In the early 1880s, Morrison moved to Atlanta, Georgia―ostensibly for health reasons―and established a teaching studio, offering students instruction in oil and watercolor. Best known for his still life paintings of flowers, fruit, fish, and game, Morrison painted in a highly detailed, traditional manner; and his canvases were widely admired for their photographic realism. In 1889, his paintings were displayed at the Piedmont Exposition to glowing reviews in the Atlanta Constitution: “No praise could be too high for this artist’s still life studies. They are not art, but nature in superb perfection.” Other newspaper accounts noted the artist’s impressive commissions and sales, as well as offers to relocate his studio to larger cities. Over the next decade, Morrison’s reputation grew steadily, as did his success in expositions, state fairs, and other juried shows. In contrast to his still lifes, Morrison also executed a selection of portraits, including a 1912 likeness of Langdon Cheves―the South Carolina legislator who served as Speaker of the United States House of Representatives―now held by the National Portrait Gallery.

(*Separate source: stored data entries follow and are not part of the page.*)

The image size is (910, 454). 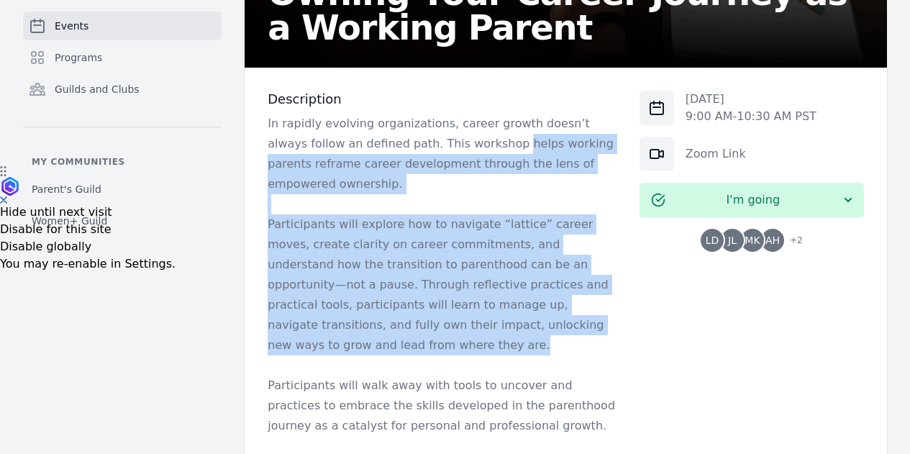 I want to click on span: Women+ Guild, so click(x=69, y=221).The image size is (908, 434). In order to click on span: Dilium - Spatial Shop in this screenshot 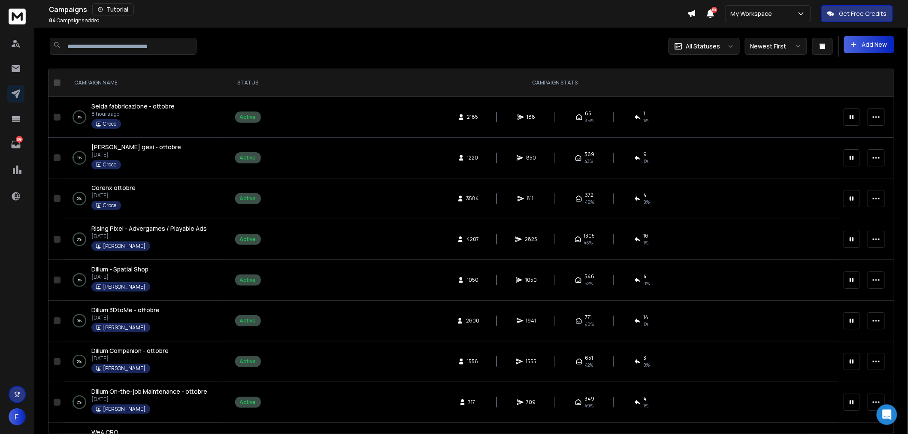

As Morrison’s career flourished, he still found time to pursue his other passion, the outdoors. During hunting and fishing expeditions in the mountains of North Carolina and in the marshlands of Florida, he found abundant inspiration for his wildlife studies. By the late 1890s, he was spending the winter months in Florida, a landscape he described as “bewildering . . . intoxicating . . . the most beautiful country on earth.” He made at least one return visit to Canada.

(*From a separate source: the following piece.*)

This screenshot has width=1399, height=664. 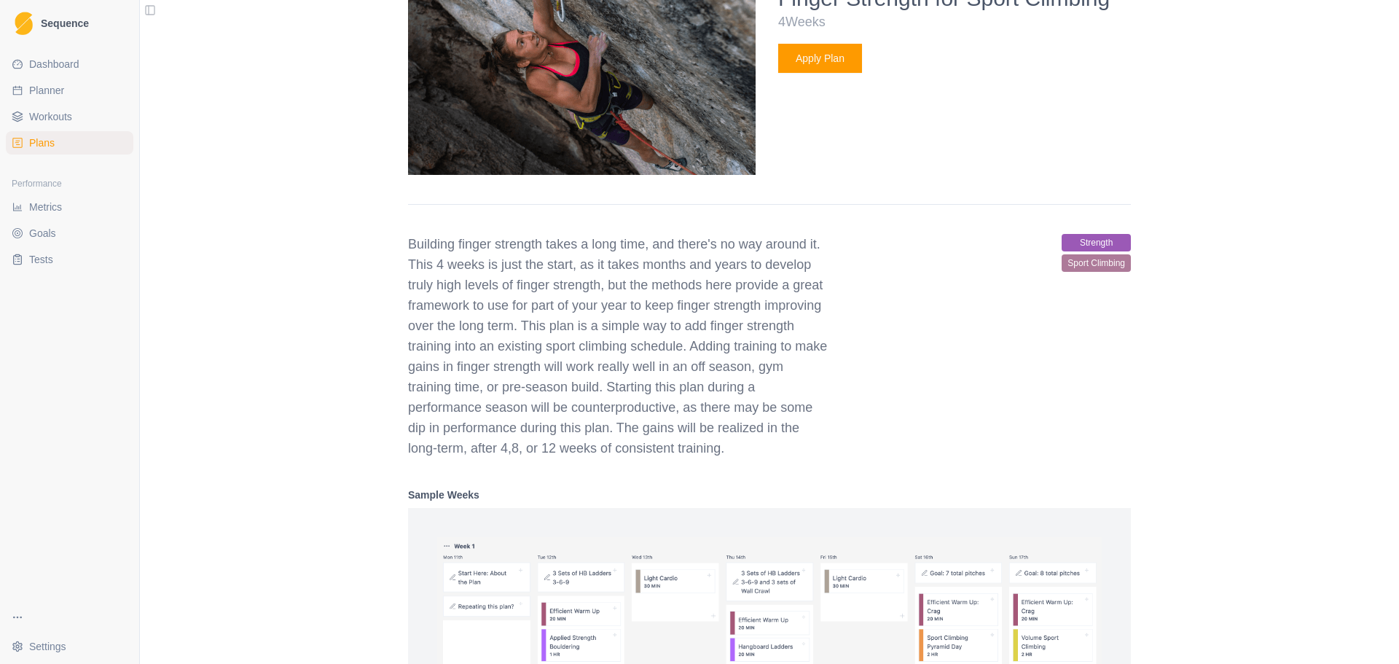 I want to click on button: Apply Plan, so click(x=820, y=58).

Hal Morrison resided in Atlanta until 1918. Shortly after his wife’s death that year, he remarried and moved to Florida, only to return to the Atlanta area in 1927 because of an illness that required hospitalization. He died within days of being admitted to the Davis-Fischer Sanatorium in September of that year. The Atlanta Journal paid tribute to Morrison’s talents and character, describing his death as a “great loss to southern art as well as a personal loss [to] the artistic and social circles of the city.”